Because the relationships a child is born to are very various, the knowledge we offer him must be various too. A lady teaching in Cape Colony writes,—“The papers incorporated in the pamphlet A Liberal Education: Practice (by A. C. Drury) testify to—to me—an almost incredible standard of proficiency. The mistakes are just the kind of mistakes that children should make and no more of them than just enough to keep them from being priggish. There are none of those howlers of fact or expression that make one view one’s efforts with a feeling of utter despondency.”
The knowledge of children so taught is consecutive, intelligent and complete as far as it goes, in however many directions. For it is a mistake to suppose that the greater the number of ‘subjects’ the greater the scholar’s labour; the contrary is the case as the variety in itself affords refreshment, and the child who has written thirty or forty sheets during an examination week comes out unfagged. Not the number of subjects but the hours of work bring fatigue to the scholar; and bearing this in mind we have short hours and no evening preparation.
Section I
THE KNOWLEDGE OF GOD
Of the three sorts of knowledge proper to a child,—the knowledge of God, of man, and of the universe,—the knowledge of God ranks first in importance, is indispensable, and most happy-making. Mothers are on the whole more successful in communicating this knowledge than are teachers who know the children less well and have a narrower, poorer standard of measurement for their minds. Parents do not talk down to children, but we might gather from educational publications that the art of education as regards young children is to bring conceptions down to their ‘little’ minds. If we give up this foolish prejudice in favour of the grown-up we shall be astonished at the range and depth of children’s minds; and shall perceive that their relation to God is one of those ‘first-born affinities’ which it is our part to help them to make good. A mother knows how to speak of God as she would of an absent father with all the evidences of his care and love about her and his children. She knows how to make a child’s heart beat high in joy and thankfulness as she thrills him with the thought, ‘my Father made them all,’ while his eye delights in flowery meadow, great tree, flowing river. “His are the mountains and the valleys his and the resplendent rivers, whose eyes they fill with tears of holy joy,” and this is not beyond children. We recollect how ‘Arthur Pendennis’ walked in the evening light with his mother and recited great passages from Milton and the eyes of the two were filled ‘with tears of holy joy,’ when the boy was eight. The teacher of a class has not the same tender opportunities but if he take pains to get a just measure of children’s minds it is surprising how much may be done.

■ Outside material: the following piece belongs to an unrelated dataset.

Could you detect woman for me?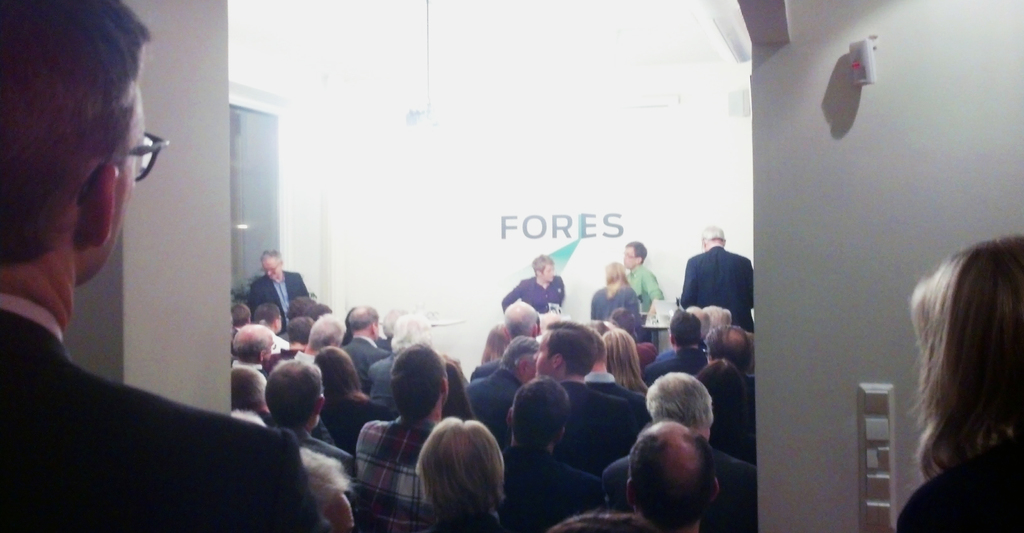
Detection result: [x1=596, y1=327, x2=650, y2=391].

The supercilious point of view adopted by some teachers is the cause of the small achievements of their scholars. The ‘kiddies’ in a big girls’ school are not expected to understand and know and they live down to the expectations formed of them. We (of the P.N.E.U.) begin the definite ‘school’ education of children when they are six; they are no doubt capable of beginning a year or two earlier but the fact is that nature and circumstances have provided such a wide field of education for young children that it seems better to abstain from requiring direct intellectual efforts until they have arrived at that age.